When shy, teenage Jake Portman (bland Asa Butterfield) is summoned to his beloved grandfather’s tract home in suburban Florida, he realizes that the old man is dying, the victim of nefarious thugs.

But not really. As Grandfather Abraham (Terence Stamp) explains, it’s all connected to the bedtime stories Jake’s heard over the years about leaving Poland just before W.W. II, accompanied by creepy vintage photographs of a bizarre orphanage on a small British island, off the coast of Wales.

With the help of a grief counselor (Allison Janney), Jack convinces his parents (Chris O’Dowd, Kim Dickens) to let him visit his Grandfather’s mysterious island refuge – in hopes of achieving closure.

After extensive exposition, the fun begins when Jack time-travels back to Sept. 3, 1943, to find vampy, pipe-smoking Miss Peregrine (Eva Green), tenaciously guarding her fascinating flock of mutants.

There’s weightless Emma (Ella Purnell), who has to wear lead shoes to anchor her to the ground; Olive (Lauren McCrostle), who dons long gloves because her fingers ignite fires; Enoch (Finlay MacMillan), who re-animates objects so they can fight each other; tiny, mute twins in clown costumes; plus other oddities.

They’re living in a continual 24-hour Loop, just prior to a Nazi bombardment. And ghoulish, invisible monsters called “Hollowghasts,” personified by Barron (Samuel L. Jackson), are determined to acquire that Loop when they’re not gobbling eyeballs.
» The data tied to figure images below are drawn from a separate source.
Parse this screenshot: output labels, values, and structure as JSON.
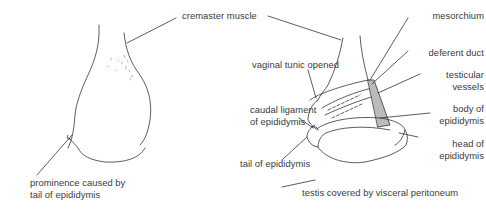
{
  "diagram": {
    "title": "",
    "colors": {
      "ink": "#333333",
      "text": "#3a3a3a",
      "background": "#ffffff",
      "hatch": "#555555"
    },
    "figures": [
      {
        "id": "external-view",
        "description": "Testis and cremaster muscle, external view"
      },
      {
        "id": "opened-view",
        "description": "Testis with vaginal tunic opened"
      }
    ],
    "labels": {
      "cremaster_muscle": "cremaster muscle",
      "mesorchium": "mesorchium",
      "deferent_duct": "deferent duct",
      "vaginal_tunic_opened": "vaginal tunic opened",
      "testicular_vessels_1": "testicular",
      "testicular_vessels_2": "vessels",
      "caudal_ligament_1": "caudal ligament",
      "caudal_ligament_2": "of epididymis",
      "body_of_epididymis_1": "body of",
      "body_of_epididymis_2": "epididymis",
      "head_of_epididymis_1": "head of",
      "head_of_epididymis_2": "epididymis",
      "tail_of_epididymis": "tail of epididymis",
      "prominence_1": "prominence caused by",
      "prominence_2": "tail of epididymis",
      "testis_covered": "testis covered by visceral peritoneum"
    }
  }
}
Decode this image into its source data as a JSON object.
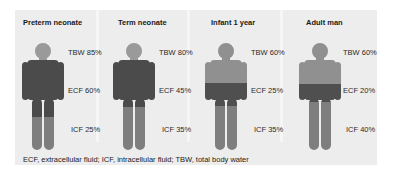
{
  "figure": {
    "panels": [
      {
        "title": "Preterm neonate",
        "tbw": "TBW 85%",
        "ecf": "ECF 60%",
        "icf": "ICF 25%",
        "head_color": "#9a9a9a",
        "upper_color": "#4b4b4b",
        "band_color": "#4b4b4b",
        "lower_color": "#7e7e7e",
        "band_top": 17,
        "band_bottom": 74
      },
      {
        "title": "Term neonate",
        "tbw": "TBW 80%",
        "ecf": "ECF 45%",
        "icf": "ICF 35%",
        "head_color": "#9a9a9a",
        "upper_color": "#4b4b4b",
        "band_color": "#4b4b4b",
        "lower_color": "#7e7e7e",
        "band_top": 17,
        "band_bottom": 64
      },
      {
        "title": "Infant 1 year",
        "tbw": "TBW 60%",
        "ecf": "ECF 25%",
        "icf": "ICF 35%",
        "head_color": "#909090",
        "upper_color": "#909090",
        "band_color": "#4f4f4f",
        "lower_color": "#7e7e7e",
        "band_top": 40,
        "band_bottom": 63
      },
      {
        "title": "Adult man",
        "tbw": "TBW 60%",
        "ecf": "ECF 20%",
        "icf": "ICF 40%",
        "head_color": "#909090",
        "upper_color": "#909090",
        "band_color": "#4f4f4f",
        "lower_color": "#7e7e7e",
        "band_top": 41,
        "band_bottom": 59
      }
    ],
    "caption": "ECF, extracellular fluid; ICF, intracellular fluid; TBW, total body water"
  }
}
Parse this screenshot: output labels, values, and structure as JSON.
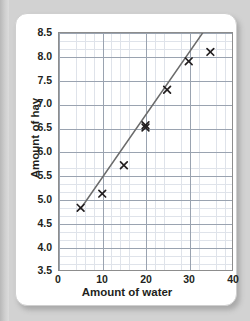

While initially intriguing, Jane Goldman’s script falters, particularly in the climactic chase sequence, as Burton liberally lifts eerie, Gothic-tinged concepts from “Big Fish,” “Back to the Future,” “X-Men,” “Groundhog Day” and “Harry Potter,” leaving teaser traces for a sequel.

On the Granger Movie Gauge of 1 to 10, “Miss Peregrine’s Home for Peculiar Children” is a strangely spooky, stylish 6, stumbling when it should soar.